We found out the hard way.
It was 2001, our first Thanksgiving stationed in Texas with the Air Force, away from our home in Pittsburgh. For the first time I found myself face-to-face with a raw, naked Thanksgiving turkey.
Six guests were coming for dinner. They were bringing some of the side dishes, but I was on my own with the big bird. Why hadn't I paid more attention in previous years when the women of the family were battling the birds?
Up at 6 a.m. on a holiday so the bird would have enough time to bake, I diced celery and onions and tore bread for stuffing (loosely packed -- I knew food safety dictated at least that much, if not baking the stuffing separately).
Bird stuffed, I basted it lightly with butter and put it inside a Reynolds roasting bag, then stuck the whole assembly in a foil roasting pan.
Five hours later, voila! a gorgeous, browned, succulent-smelling bird. One of the guests, carving, helped himself to a couple of tastes and proclaimed it perfect. Success! And on my first try.
Until the gravy.
The guests had assembled and were packed in the kitchen where I was finishing the meal. I looked at the stunning array of besmirched pots and pans and wondered what I was going to make gravy in.
I remembered my mother making gravy on the stovetop in a glass pan before. (Later she explained she'd done it on several occasions but always kept the heat very low and took her chances.)

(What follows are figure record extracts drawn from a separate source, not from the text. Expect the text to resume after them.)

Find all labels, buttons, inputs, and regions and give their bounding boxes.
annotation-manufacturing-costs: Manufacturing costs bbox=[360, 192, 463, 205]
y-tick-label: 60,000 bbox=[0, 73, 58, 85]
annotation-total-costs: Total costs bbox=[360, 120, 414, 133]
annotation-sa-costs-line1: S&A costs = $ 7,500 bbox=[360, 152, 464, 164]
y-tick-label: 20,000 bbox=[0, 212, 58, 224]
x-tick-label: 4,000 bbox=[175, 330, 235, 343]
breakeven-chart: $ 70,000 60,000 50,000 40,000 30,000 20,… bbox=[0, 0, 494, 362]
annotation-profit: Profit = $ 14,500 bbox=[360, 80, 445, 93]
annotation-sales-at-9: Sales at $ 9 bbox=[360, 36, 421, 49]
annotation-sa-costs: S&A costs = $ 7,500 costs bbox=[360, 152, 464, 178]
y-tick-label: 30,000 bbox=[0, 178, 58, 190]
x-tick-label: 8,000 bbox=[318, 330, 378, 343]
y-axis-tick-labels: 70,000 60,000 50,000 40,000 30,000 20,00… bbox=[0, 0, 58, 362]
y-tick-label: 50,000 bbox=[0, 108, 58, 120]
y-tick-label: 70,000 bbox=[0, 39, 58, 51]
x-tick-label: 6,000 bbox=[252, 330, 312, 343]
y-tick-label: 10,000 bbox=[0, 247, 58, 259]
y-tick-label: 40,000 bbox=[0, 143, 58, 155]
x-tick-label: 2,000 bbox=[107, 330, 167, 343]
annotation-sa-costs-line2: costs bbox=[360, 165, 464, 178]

I grabbed a 9-by-13 Pyrex baking dish and started tossing in pan drippings, flour and water.
"You can use those on the stovetop?" one guest asked.
"Oh yes," I replied with the air of one who knows what she's doing.
Everything went fine for a while. The gravy bubbled along and started to thicken as I stirred. I walked away for a moment to arrange items on the serving table, then heard a sickening pop and a chorus of exclamations.
I stuck my head back in and found gobs of gluey gravy heaped in the stove burner and trickling down the front of the stove, with the shattered Pyrex pan in the middle of the mess.
Oops. All was not lost. We spooned most of the gravy into a heavy-duty cardboard box and threw the broken pan in with it, then took the whole disaster to the dumpster in the alley.
And there were still plenty of pan drippings to make a new batch of gravy. In a metal pan.